Out of the shadows stepped the woman from the bar, her red coat swirling around her ankles as she walked towards them. “I think we should get aboard my ship before the rest of his people come looking for you.”
“You said we didn’t have enough money,” Tom reminded her.
“You don’t, Mr Nitsworthy,” said the aviatrix. “But I can hardly stand by and watch you taken away to be sold as slaves, can I? I was a slave myself once, and I wouldn’t recommend it.” She had taken off her glasses. Her eyes were dark and almond-shaped, and fine webs of laughter lines crinkled at their corners when she smiled. “Besides,” she added, “you intrigue me. Why is a Londoner wandering about in the Hunting Ground, getting into trouble?” She held out her hand to Tom, a long, brown hand with the thin machinery of bones and tendons clearly visible, sliding under papery skin.

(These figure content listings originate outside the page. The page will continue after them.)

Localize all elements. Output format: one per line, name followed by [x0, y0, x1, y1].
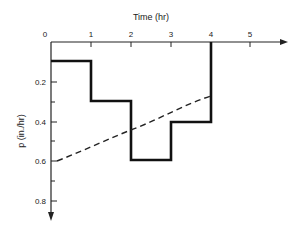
y-tick-label-0.6: 0.6 [35, 157, 47, 166]
x-tick-label-5: 5 [248, 30, 253, 39]
rainfall-step-series [51, 42, 211, 160]
y-tick-label-0.2: 0.2 [35, 78, 47, 87]
y-tick-label-0.4: 0.4 [35, 118, 47, 127]
x-tick-label-1: 1 [89, 30, 94, 39]
y-axis-arrow-icon [48, 212, 54, 221]
y-tick-label-0.8: 0.8 [35, 197, 47, 206]
x-tick-label-3: 3 [169, 30, 174, 39]
x-axis-ticks [91, 42, 250, 47]
infiltration-dashed-series [57, 96, 211, 161]
x-axis-title: Time (hr) [133, 12, 169, 22]
x-tick-label-0: 0 [43, 30, 48, 39]
x-tick-label-4: 4 [209, 30, 214, 39]
x-tick-label-2: 2 [129, 30, 134, 39]
hyetograph-chart: Time (hr) 0 1 2 3 4 5 0.2 0.4 0.6 0.8 p … [0, 0, 305, 236]
y-axis-ticks [51, 82, 57, 201]
y-axis-title: p (in./hr) [16, 114, 26, 148]
x-axis-arrow-icon [280, 39, 288, 45]
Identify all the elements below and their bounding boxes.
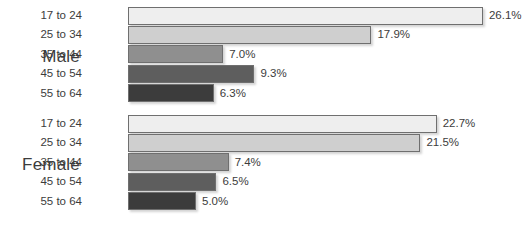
bar-track: 5.0%	[128, 192, 525, 211]
bar-row: 55 to 645.0%	[0, 192, 525, 211]
bar[interactable]	[128, 115, 437, 133]
bar-track: 6.3%	[128, 84, 525, 103]
bar-category-label: 17 to 24	[40, 6, 82, 25]
bar-rows-female: 17 to 2422.7%25 to 3421.5%35 to 447.4%45…	[0, 114, 525, 211]
bar-value-label: 6.5%	[216, 172, 248, 191]
grouped-bar-chart: Male 17 to 2426.1%25 to 3417.9%35 to 447…	[0, 0, 525, 228]
bar[interactable]	[128, 173, 216, 191]
bar-track: 22.7%	[128, 114, 525, 133]
bar-value-label: 22.7%	[437, 114, 476, 133]
bar-row: 17 to 2426.1%	[0, 6, 525, 25]
bar-value-label: 21.5%	[420, 133, 459, 152]
bar-row: 45 to 546.5%	[0, 172, 525, 191]
bar-value-label: 7.0%	[223, 45, 255, 64]
bar[interactable]	[128, 65, 254, 83]
bar-value-label: 5.0%	[196, 192, 228, 211]
bar-row: 55 to 646.3%	[0, 84, 525, 103]
chart-group-female: Female 17 to 2422.7%25 to 3421.5%35 to 4…	[0, 114, 525, 222]
bar-track: 17.9%	[128, 25, 525, 44]
bar-category-label: 25 to 34	[40, 133, 82, 152]
bar[interactable]	[128, 84, 214, 102]
bar-row: 17 to 2422.7%	[0, 114, 525, 133]
bar-track: 21.5%	[128, 133, 525, 152]
bar-row: 45 to 549.3%	[0, 64, 525, 83]
bar-row: 25 to 3417.9%	[0, 25, 525, 44]
bar-rows-male: 17 to 2426.1%25 to 3417.9%35 to 447.0%45…	[0, 6, 525, 103]
bar-row: 35 to 447.4%	[0, 153, 525, 172]
bar-category-label: 25 to 34	[40, 25, 82, 44]
bar-category-label: 55 to 64	[40, 84, 82, 103]
bar-value-label: 9.3%	[254, 64, 286, 83]
bar-track: 26.1%	[128, 6, 525, 25]
bar-value-label: 26.1%	[483, 6, 522, 25]
bar[interactable]	[128, 45, 223, 63]
chart-group-male: Male 17 to 2426.1%25 to 3417.9%35 to 447…	[0, 6, 525, 114]
bar-category-label: 45 to 54	[40, 64, 82, 83]
bar-track: 6.5%	[128, 172, 525, 191]
bar-category-label: 55 to 64	[40, 192, 82, 211]
bar[interactable]	[128, 192, 196, 210]
bar-row: 35 to 447.0%	[0, 45, 525, 64]
bar[interactable]	[128, 26, 371, 44]
bar[interactable]	[128, 134, 420, 152]
bar-value-label: 6.3%	[214, 84, 246, 103]
bar-category-label: 35 to 44	[40, 153, 82, 172]
bar-category-label: 17 to 24	[40, 114, 82, 133]
bar-track: 7.0%	[128, 45, 525, 64]
bar-category-label: 45 to 54	[40, 172, 82, 191]
bar[interactable]	[128, 153, 229, 171]
bar-track: 9.3%	[128, 64, 525, 83]
bar-category-label: 35 to 44	[40, 45, 82, 64]
bar-row: 25 to 3421.5%	[0, 133, 525, 152]
bar-track: 7.4%	[128, 153, 525, 172]
bar[interactable]	[128, 7, 483, 25]
bar-value-label: 17.9%	[371, 25, 410, 44]
bar-value-label: 7.4%	[229, 153, 261, 172]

“How do we know you won’t betray us like Wreyland did?” he demanded.
“You don’t, of course!” she laughed. “You will just have to trust me.”
After Valentine and the Wreylands, Tom didn’t think he would ever be able to trust anybody again, but this strange foreigner was the only hope he had. “All right,” he said. “But Wreyland got my name wrong, it’s
“And mine is Fang,” said the woman. “Miss Anna Fang.” She still had her hand outstretched as if he was a scared animal she wanted to tame, and she was still smiling her alarming red smile. “My ship is on air-quay six.”
So they went with her, and somewhere in the oily shadows under the quays they stepped over Wreyland’s companions, who lay slumped against a stanchion with their heads lolling drunkenly. “Are they…?” whispered Tom.
“Out cold,” said Miss Fang. “I’m afraid I just don’t know my own strength.”
Tom wanted to stop and check that the men were all right, but she led him quickly past and up a ladder to Quay Six. The ship that hung at anchor there was not the elegant sky-clipper Tom had been expecting. In fact, it was little more than a shabby scarlet gasbag and a cluster of rusty engine pods bolted to a wooden gondola.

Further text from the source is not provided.